What the passenger inhabits is a non-inertial frame of reference, or more precisely, a rotating frame. And because a non-inertial frame accelerates, it cannot exist without the presence of an additional force. This is the force that causes the passenger to feel that she is being pushed in the opposite direction. Also, because she witnesses a change in direction or trajectory (of the other passengers as well), she’s certain that some force is present. We call this force the centrifugal force.
However, the system appears drastically different to an observer observing the car from outside, or to a person inhabiting an inertial frame of reference. To such an observer, no such push is apparent. What she observes is simply the passenger moving inwards, as directed by the centripetal force — the real force generated by the friction, and more fundamentally, the electromagnetic interactions, between the tires and the road.
A centrifugal force becomes necessary and must be added to non-inertial frames, such as a rotational frame, because it makes calculations much simpler, more convenient and intuitive.
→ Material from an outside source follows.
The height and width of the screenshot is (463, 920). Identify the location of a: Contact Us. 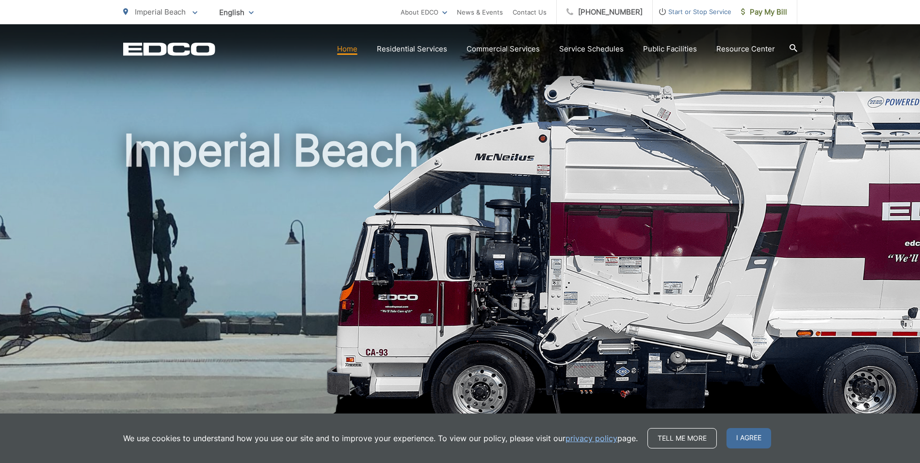
(530, 12).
A centrifugal force wouldn’t arise if we didn’t study rotational motion with a rotational frame. However, we would find the calculations to be quite tedious and cumbersome, which is why the force is a consequence of how we do physics.
In a rotational frame, it is as equal and opposite in nature as is the pull you feel when the vehicle you’re traveling in suddenly accelerates. The centrifugal force that one feels is just a consequence of one’s inertia, one’s tendency to resist a change in motion. The greater the change, the greater is the “pull”. In fact, you have surely experienced that when a vehicle suddenly accelerates to a very high velocity, the pull is seemingly impossible to overcome. This is why the water doesn’t spill when the bucket is rotated at a high velocity.
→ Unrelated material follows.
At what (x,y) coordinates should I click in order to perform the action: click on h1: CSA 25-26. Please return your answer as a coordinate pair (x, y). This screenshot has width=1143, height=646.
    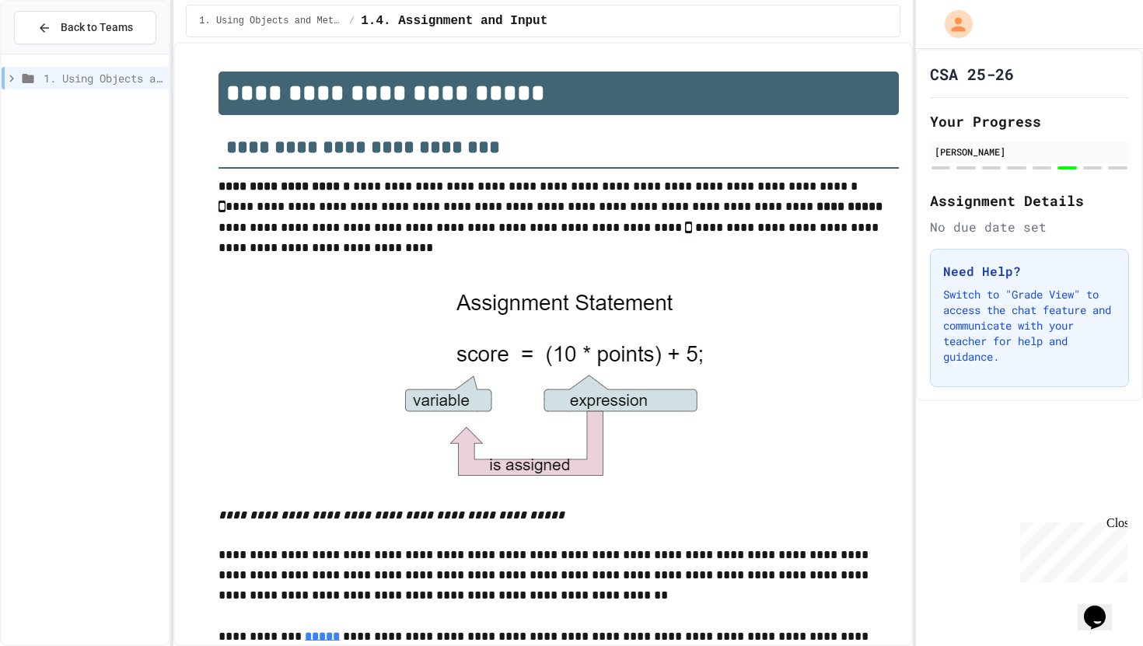
    Looking at the image, I should click on (972, 74).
Scientists have actually found an ingenious way to exploit the force’s inertial nature. In the same way that centrifugal force pins the water to the bucket’s surface, it can also pin the passengers of a rotating spaceship to its sides and surface. If you’re wondering why the Endurance was so furiously rotating in the film Interstellar, it was doing so to simulate gravity with the centrifugal force derived through the process. The majority of NASA’s gravity-simulating prototypes “roll” ahead or “spin” in place. The merely fictitious or apparent force then emulates a real, fundamental force.
Also Read: What Keeps Motorcycles From Tipping Over On Sharp Turns?